Hello Lamp Post! is a new public art project that will let you communicate with post boxes and lamp posts without anyone questioning your mental health.
The public installation invites people to tune into secret conversations throughout the city and communicate through street furniture such as lamp posts, bus stops, bins and post boxes. The project will use the codes that city councils and public servants use to tell one object from another when a light bulb in a lamp post needs changing or a bus stop needs to be repaired or rerouted — for example, each post box in Bristol has a six-figure code, while storm drains have 14.
The idea is that people will be able to send a text message to these inanimate objects and watch them come to life. By sending an SMS to a certain phone number containing the word “Hello” + the name of the object + its code, the user will elicit a response from that object in the form of a question. This could be as simple as “where am I?” “What do I look like?” or “What’s the most exciting thing to do around here?” These conversation starters will encourage people to reply to the objects. People’s responses are then stored on an online database and fed back to others who text the same object. So the post box might say to a later texter, “someone once told me that the best place to get a falafel was on X street. Do you agree?”
The project, developed by London-based experience design studio PAN, was chosen from 93 applications as the winner of Bristol’s Playable City Award. It will be installed in Bristol in the summer before being toured internationally.
Ben Barker, co-founder of PAN Studio, told Wired that although the early stages will be pre-programmed, the idea is to keep the story quite slight and let people fill in the narrative themselves. “The biggest challenge is that first step. Once people are aware that they can interact in that way, the hope is that they could start building their own games and experiences.”

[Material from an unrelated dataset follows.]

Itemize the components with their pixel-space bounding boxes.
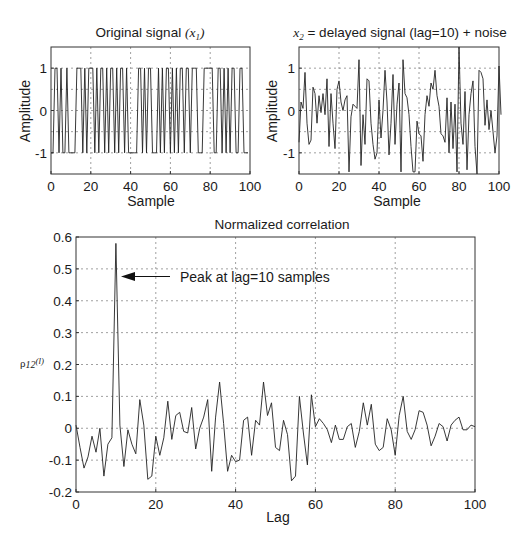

“We want to change the perception of a post box from something that might have become almost invisible to you in the street. Once you’ve talked to it you will always remember that conversation when you pass that specific location. We are really excited about that.”
In the studio’s pitch document, PAN explains that players are identified through their phone number (or email address or Twitter handle) so that the platform can acknowledge players who call again, offering new options for more experiences players or repeat callers to the same objects.
Barker says that the team will be engaging with the creative community through workshops to encourage people to set up their own games and treasure hunts using the platform. For example, someone might pick 10 objects in the city and seed each of them with clues to find the next one. There will also be an online platform that will visualize the objects and messages, to allow for non-Bristol residents to interact with the artwork.
The judging panel for the competition — who awarded the £30,000 prize — featured Imogen Heap, Google’s Tom Uglow and Claire Doherty of Situations.
Imogen Heap said of the winning entry: “I love this for its whispers on the street, guardians in dark corners, humanizing our cities’ appendages whose eyes and ears now have a voice. Vessels for an ever-evolving conversation, connecting us together. They were there all along!”
Tom Uglow added: “It points to a future made up of the physical objects already around us, the ‘internet of things’, and the underlying complexity is made simple and easy for people by just using SMS for this project. Poetry and technology combine to create subtle and playful reflections of the world we live in. It filled me with a childish delight.”
The piece will be built over the next few months and will be live in Bristol throughout July and August.